Integrating Your SIS with Catalog and Curriculum Software
September 21, 2021
Many of the colleges and universities we work with use student information systems (SIS) like Banner or Jenzabar to store much of their course information. In most cases, the SIS is the source of truth for course data — the values used there for credits, item numbers, prereqs, and other information should be the same values used in the course catalog.
One of our principles is that we don't want college and university staff to have to do double entry of content, so in cases where the SIS is the source of truth for courses we typically integrate the catalog to pull the necessary information directly from the SIS. Here's a rundown of how it works.
Not Ready Yet? SIS Integration Can Be Done Later
We can do your initial buildout for you using your content in whatever form it's in, and then we can do the SIS integration down the line. This can get your catalog up and running as soon as possible, while still leveraging your SIS in the future.
Your Choices for SIS Integration
Choose What Data You Want to Import
Choosing the data you want to import usually just means mapping fields from your SIS to the catalog. Often the SIS contains data you might not want in the catalog — like last-offered date, or instructor, or internal course codes — so in this case you typically make a list of which fields you want to import from the SIS, and what you want them to be labeled in the catalog. This can be done in a spreadsheet, text file, or whatever format makes sense for you.
Choose The Cadence for Importing Course Data
Most colleges and universities we work with only import course information from the SIS once a year, when they're creating that academic year's catalog. If that's the case, we typically implement a system for on-demand importing, meaning that an admin user on the college/user end tells the catalog when to pull new data.
The alternative is to have course data pulled on a regular basis — hourly, daily, once a month, etc. If you want rolling updates to your catalog, this means that any time something is updated in the SIS the change will be pulled into the catalog the next time the catalog checks for updates.
Choose Whether Data Can Be Overwritten in Catalog
In most cases, any data pulled from the SIS shouldn't be overwritten in the catalog. In those cases, those fields will be disabled or removed for catalog editors so that information remains consistent.
Example of a disabled credits field where values are pulled from SIS.
In rare instances you might want some users to be able to overwrite data in the catalog. For example, some SIS have character limits that force course titles to be truncated or abbreviated. In those cases, you might want an admin to be able to overwrite those titles in the catalog to change them to the actual display title you want to use.
Ways of Getting Data from SIS to Catalog
Manual Export/Import
A manual export/import typically looks like:
- Exporting a CSV or other data format from the SIS
- Optionally reviewing the data
- Uploading that file to the catalog site — you just upload the file, and our system takes care of the rest.
This might seem like a non-high-tech way of doing things, but in many cases it can be a fast and easy way to connect your SIS to your catalog. For colleges or universities who want to do an annual data import, the ability to review data before importing it can outweigh the ease of a fully automated connection.
A manual export has the added benefit of requiring very little effort from your IT or SIS management teams. (They're often very busy!) It allows you most of the benefits of an automated integration without requiring a huge lift from other departments.
Automated API Connection
On the other hand, if you want a more frequent import cadence, an automated API connection can be the way to go. In this setup, our tech team works with your SIS administration team to automatically pull data from the SIS and into the catalog at your specified cadence. This is usually a bit more work to set up at the start, but once it's set up you usually don't have to manage it at all.
Automated API connections can still have manual controls. You can have settings for how often imports should run, and you can run imports on demand — you just don't need to manually import or export any files.
Sample config form for automated SIS connection.
Pushing Data from Catalog to SIS
In rarer cases, colleges and universities will want to push data from their catalog back to their SIS. Usually this is because they're leveraging our workflow feature to manage content changes, and want those changes reflected in their SIS. To make this connection, the campus IT team (or SIS manager), can use our API to access the data, or we can work with them to build custom endpoints to get exactly the data they need. Doing this does require work on the IT/SIS end, but it's possible through Clean Catalog's easy-to-use API.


The result should be an exact copy of every record, with no pictures kept.

Data provided Block Start

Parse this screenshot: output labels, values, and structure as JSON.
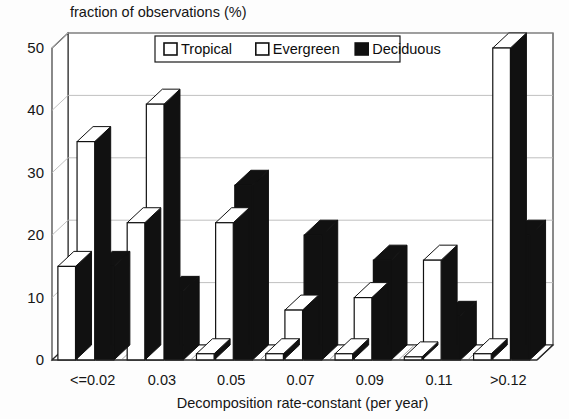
{
  "figure": {
    "kind": "3d-grouped-bar-chart",
    "background_color": "#fdfdfd",
    "ink_color": "#111111"
  },
  "chart_data": {
    "type": "bar",
    "title": "fraction of observations (%)",
    "subtitle": "",
    "xlabel": "Decomposition rate-constant (per year)",
    "ylabel": "",
    "categories": [
      "<=0.02",
      "0.03",
      "0.05",
      "0.07",
      "0.09",
      "0.11",
      ">0.12"
    ],
    "series": [
      {
        "name": "Tropical",
        "fill": "#ffffff",
        "values": [
          15,
          22,
          1,
          1,
          1,
          0.5,
          1
        ]
      },
      {
        "name": "Evergreen",
        "fill": "#ffffff",
        "values": [
          35,
          41,
          22,
          8,
          10,
          16,
          50
        ]
      },
      {
        "name": "Deciduous",
        "fill": "#111111",
        "values": [
          15,
          11,
          28,
          20,
          16,
          7,
          20
        ]
      }
    ],
    "yticks": [
      0,
      10,
      20,
      30,
      40,
      50
    ],
    "ylim": [
      0,
      50
    ],
    "ytick_labels": [
      "0",
      "10",
      "20",
      "30",
      "40",
      "50"
    ],
    "grid": true,
    "grid_axis": "y",
    "legend_position": "top-center",
    "legend_entries": [
      {
        "label": "Tropical",
        "swatch": "#ffffff"
      },
      {
        "label": "Evergreen",
        "swatch": "#ffffff"
      },
      {
        "label": "Deciduous",
        "swatch": "#111111"
      }
    ]
  }
}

Data provided Block End

- Output of the exercise:
Parse this screenshot: output labels, values, and structure as JSON.
{
  "figure": {
    "kind": "3d-grouped-bar-chart",
    "background_color": "#fdfdfd",
    "ink_color": "#111111"
  },
  "chart_data": {
    "type": "bar",
    "title": "fraction of observations (%)",
    "subtitle": "",
    "xlabel": "Decomposition rate-constant (per year)",
    "ylabel": "",
    "categories": [
      "<=0.02",
      "0.03",
      "0.05",
      "0.07",
      "0.09",
      "0.11",
      ">0.12"
    ],
    "series": [
      {
        "name": "Tropical",
        "fill": "#ffffff",
        "values": [
          15,
          22,
          1,
          1,
          1,
          0.5,
          1
        ]
      },
      {
        "name": "Evergreen",
        "fill": "#ffffff",
        "values": [
          35,
          41,
          22,
          8,
          10,
          16,
          50
        ]
      },
      {
        "name": "Deciduous",
        "fill": "#111111",
        "values": [
          15,
          11,
          28,
          20,
          16,
          7,
          20
        ]
      }
    ],
    "yticks": [
      0,
      10,
      20,
      30,
      40,
      50
    ],
    "ylim": [
      0,
      50
    ],
    "ytick_labels": [
      "0",
      "10",
      "20",
      "30",
      "40",
      "50"
    ],
    "grid": true,
    "grid_axis": "y",
    "legend_position": "top-center",
    "legend_entries": [
      {
        "label": "Tropical",
        "swatch": "#ffffff"
      },
      {
        "label": "Evergreen",
        "swatch": "#ffffff"
      },
      {
        "label": "Deciduous",
        "swatch": "#111111"
      }
    ]
  }
}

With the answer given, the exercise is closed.